Faith and Terror
In his latest novel, John Updike explores the nature of faith through the eyes of a would-be terrorist.
“Terrorist” by John Updike. (Knopf)
By Adrienne LaFrance
Perhaps it was a task too ambitious even for a writer as exquisitely talented as John Updike. In his latest novel, “Terrorist,” Updike’s attempts to get inside the mind of a would-be suicide bomber fall short.
A novel largely about the nature of faith, “Terrorist” follows the story of 18-year-old Ahmad Ashmawy Mulloy in the four months after his graduation from high school in the fictional Northern New Jersey mill town New Prospect.
Since the age of 11, American-born Ahmad has embraced Islam, and uses his faith to fill the void left by the Egyptian father who abandoned him, and his flighty Irish mother, an ugly mix of selfish and naive, who goes through boyfriends like Kleenex.
Over the course of the summer following his graduation from high school, and under the influence of a corrupt spiritual mentor at the local mosque who convinces the straight-A student to obtain his truck driving license rather than pursue a college education, Ahmad’s intense disapproval for Western Culture jumps (with limited explanation) into a willingness to become a suicide bomber.
The filter through which Updike sees the world has long seemed like a universal lens for illuminating human nature. He is masterful at highlighting the emotional subtleties that define a person, and breathing life and authenticity into all that he imagines. But in “Terrorist,” the elements of Ahmad’s character so critical to plot development are lacking, making key portions of the story hard to believe.
Ahmad’s interest in driving trucks is initially based on the precision with which one must handle equipment (checking the air in tires, carefully wiping the windshield clean, and so forth), reflecting the discipline with which he approaches his faith.
He is too gentle a boy even to kill a bug (a characteristic that is referenced multiple times), but doesn’t think twice about committing mass murder in the name of his faith when asked by a man who looks at the Manhattan skyline and says it’s nice “to see those towers gone.”
It is also unclear as to why Ahmad believes pursuing higher education at a university that promotes ideals of Western culture would be too much a part of “Godless culture,” the “American religion of freedom” he disdains, but driving a furniture delivery truck that propels the consumerism of such a culture is forgivable.
On one hand, the discrepancy between Ahmad’s gentle nature and severe faith only compounds the incomprehensibility of terrorist acts and those willing to commit them. It is also testament to the power of radical ideology to transcend rationality. But Updike doesn’t delve deeply enough into Ahmad’s character to make such discord work in the story’s favor. When Ahmad is introduced, he is already so immersed in his faith that it’s difficult to fully understand how he got there and why he is so driven by religion.
More often, Updike uses development of other characters to emphasize Ahmad’s character. For example, there’s high school guidance counselor Jack Levy, who is Jewish but has abandoned his faith (and consciously chooses “Jack” over his given name “Jacob” as a result), and his wife Beth, who forwent her Lutheran background and parental approval to marry Jack– though they barely connect anymore, in what has become an unhappy, mundane marriage.
As usual, Updike’s attention to peripheral detail is delectable. For example, a nose ring becomes “a silver bead, holding a tiny reflection of the sky, in one nostril wing,” and Ahmad’s mother’s eyes are “pale green, like the glass bottles Coke used to come in.” Readers who can delight in these descriptions will happily forgive the portions of the book that falter.
It should be noted that where Ahmad’s character fails to keep up with the plot, a lack of understanding and exploration of Islam is not to blame. Updike has done his homework. Relevant verses from the Qu’ran appear throughout the novel, and he uses interesting dialogue to explore the Islamic faith and what it means to be Muslim, outside the context of radical Islam.
It should also be noted that the story is tightly wound, and Updike’s ability to ratchet suspense supercedes that of most writers.
Besides, Updike didn’t have to write this book, or to tackle such difficult subject matter. He is already considered one of the best American writers of all time, and it would presumably be easy for him to write what he knows for the rest of his career. That he chose to try something new is admirable. That the subject matter is so real, nearly five years after that impossibly blue-skied Tuesday morning in September, only makes the novel harder to put down.
All in all, Updike’s message is one of hopeless acceptance that the future is equally bleak for those of and without religious faith of any kind. The idea is that each man’s struggle with unhappiness rests on self-preservation as the only vehicle by which to move through life. And while “Terrorist” doesn’t represent Updike’s finest, his divergence into new (and unfamiliar) territory is rough around the edges but saved by the visceral detail and astute perspective that defines his style and reminds his readers they are alive.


#### WHAT YOU SHOULD DO
Please copy out the records that follow exactly as they stand.

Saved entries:
--- START ---

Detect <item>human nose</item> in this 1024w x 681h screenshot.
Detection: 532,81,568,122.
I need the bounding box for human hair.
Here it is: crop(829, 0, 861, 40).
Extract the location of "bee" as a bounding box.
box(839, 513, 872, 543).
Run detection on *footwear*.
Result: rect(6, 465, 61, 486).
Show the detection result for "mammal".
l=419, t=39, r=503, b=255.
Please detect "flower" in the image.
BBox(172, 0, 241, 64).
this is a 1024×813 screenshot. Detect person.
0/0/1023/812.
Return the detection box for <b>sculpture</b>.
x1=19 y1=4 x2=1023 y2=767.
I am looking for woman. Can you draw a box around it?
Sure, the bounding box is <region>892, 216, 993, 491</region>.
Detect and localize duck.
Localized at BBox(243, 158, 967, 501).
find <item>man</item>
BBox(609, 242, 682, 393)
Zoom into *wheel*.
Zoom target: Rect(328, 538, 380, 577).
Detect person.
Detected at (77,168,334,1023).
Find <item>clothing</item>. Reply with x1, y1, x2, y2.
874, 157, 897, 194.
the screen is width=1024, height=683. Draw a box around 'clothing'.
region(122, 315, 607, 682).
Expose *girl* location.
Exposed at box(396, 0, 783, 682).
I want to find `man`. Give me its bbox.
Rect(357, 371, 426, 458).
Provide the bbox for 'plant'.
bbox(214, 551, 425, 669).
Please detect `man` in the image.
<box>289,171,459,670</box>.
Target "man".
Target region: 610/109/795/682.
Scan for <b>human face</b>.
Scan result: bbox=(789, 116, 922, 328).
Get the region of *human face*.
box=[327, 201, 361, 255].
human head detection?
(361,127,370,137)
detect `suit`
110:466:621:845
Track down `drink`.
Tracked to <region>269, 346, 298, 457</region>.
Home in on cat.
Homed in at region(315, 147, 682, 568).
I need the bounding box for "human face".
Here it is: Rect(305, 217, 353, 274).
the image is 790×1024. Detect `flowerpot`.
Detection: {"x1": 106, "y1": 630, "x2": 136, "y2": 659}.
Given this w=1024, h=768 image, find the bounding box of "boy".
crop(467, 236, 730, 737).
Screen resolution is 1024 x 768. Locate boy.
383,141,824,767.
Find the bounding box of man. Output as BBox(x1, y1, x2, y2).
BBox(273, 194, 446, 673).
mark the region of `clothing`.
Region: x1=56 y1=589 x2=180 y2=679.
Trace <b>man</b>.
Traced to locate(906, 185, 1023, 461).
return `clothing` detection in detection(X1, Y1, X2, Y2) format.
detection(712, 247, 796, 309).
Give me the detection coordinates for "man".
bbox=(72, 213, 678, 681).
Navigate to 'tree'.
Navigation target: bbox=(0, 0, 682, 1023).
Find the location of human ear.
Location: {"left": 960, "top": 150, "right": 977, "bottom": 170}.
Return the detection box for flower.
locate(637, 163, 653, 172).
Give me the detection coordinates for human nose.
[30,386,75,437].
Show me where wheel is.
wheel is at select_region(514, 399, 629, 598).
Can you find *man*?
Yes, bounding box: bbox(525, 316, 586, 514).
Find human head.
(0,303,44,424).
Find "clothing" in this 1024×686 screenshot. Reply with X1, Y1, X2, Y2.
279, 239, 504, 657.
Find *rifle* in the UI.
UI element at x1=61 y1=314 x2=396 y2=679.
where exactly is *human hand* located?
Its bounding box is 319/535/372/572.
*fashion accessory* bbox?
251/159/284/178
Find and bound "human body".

--- END ---

#### RESPONSE BOX
Detect <item>human nose</item> in this 1024w x 681h screenshot.
Detection: 532,81,568,122.
I need the bounding box for human hair.
Here it is: crop(829, 0, 861, 40).
Extract the location of "bee" as a bounding box.
box(839, 513, 872, 543).
Run detection on *footwear*.
Result: rect(6, 465, 61, 486).
Show the detection result for "mammal".
l=419, t=39, r=503, b=255.
Please detect "flower" in the image.
BBox(172, 0, 241, 64).
this is a 1024×813 screenshot. Detect person.
0/0/1023/812.
Return the detection box for <b>sculpture</b>.
x1=19 y1=4 x2=1023 y2=767.
I am looking for woman. Can you draw a box around it?
Sure, the bounding box is <region>892, 216, 993, 491</region>.
Detect and localize duck.
Localized at BBox(243, 158, 967, 501).
find <item>man</item>
BBox(609, 242, 682, 393)
Zoom into *wheel*.
Zoom target: Rect(328, 538, 380, 577).
Detect person.
Detected at (77,168,334,1023).
Find <item>clothing</item>. Reply with x1, y1, x2, y2.
874, 157, 897, 194.
the screen is width=1024, height=683. Draw a box around 'clothing'.
region(122, 315, 607, 682).
Expose *girl* location.
Exposed at box(396, 0, 783, 682).
I want to find `man`. Give me its bbox.
Rect(357, 371, 426, 458).
Provide the bbox for 'plant'.
bbox(214, 551, 425, 669).
Please detect `man` in the image.
<box>289,171,459,670</box>.
Target "man".
Target region: 610/109/795/682.
Scan for <b>human face</b>.
Scan result: bbox=(789, 116, 922, 328).
Get the region of *human face*.
box=[327, 201, 361, 255].
human head detection?
(361,127,370,137)
detect `suit`
110:466:621:845
Track down `drink`.
Tracked to <region>269, 346, 298, 457</region>.
Home in on cat.
Homed in at region(315, 147, 682, 568).
I need the bounding box for "human face".
Here it is: Rect(305, 217, 353, 274).
the image is 790×1024. Detect `flowerpot`.
Detection: {"x1": 106, "y1": 630, "x2": 136, "y2": 659}.
Given this w=1024, h=768 image, find the bounding box of "boy".
crop(467, 236, 730, 737).
Screen resolution is 1024 x 768. Locate boy.
383,141,824,767.
Find the bounding box of man. Output as BBox(x1, y1, x2, y2).
BBox(273, 194, 446, 673).
mark the region of `clothing`.
Region: x1=56 y1=589 x2=180 y2=679.
Trace <b>man</b>.
Traced to locate(906, 185, 1023, 461).
return `clothing` detection in detection(X1, Y1, X2, Y2) format.
detection(712, 247, 796, 309).
Give me the detection coordinates for "man".
bbox=(72, 213, 678, 681).
Navigate to 'tree'.
Navigation target: bbox=(0, 0, 682, 1023).
Find the location of human ear.
Location: {"left": 960, "top": 150, "right": 977, "bottom": 170}.
Return the detection box for flower.
locate(637, 163, 653, 172).
Give me the detection coordinates for human nose.
[30,386,75,437].
Show me where wheel is.
wheel is at select_region(514, 399, 629, 598).
Can you find *man*?
Yes, bounding box: bbox(525, 316, 586, 514).
Find human head.
(0,303,44,424).
Find "clothing" in this 1024×686 screenshot. Reply with X1, Y1, X2, Y2.
279, 239, 504, 657.
Find *rifle* in the UI.
UI element at x1=61 y1=314 x2=396 y2=679.
where exactly is *human hand* located?
Its bounding box is 319/535/372/572.
*fashion accessory* bbox?
251/159/284/178
Find and bound "human body".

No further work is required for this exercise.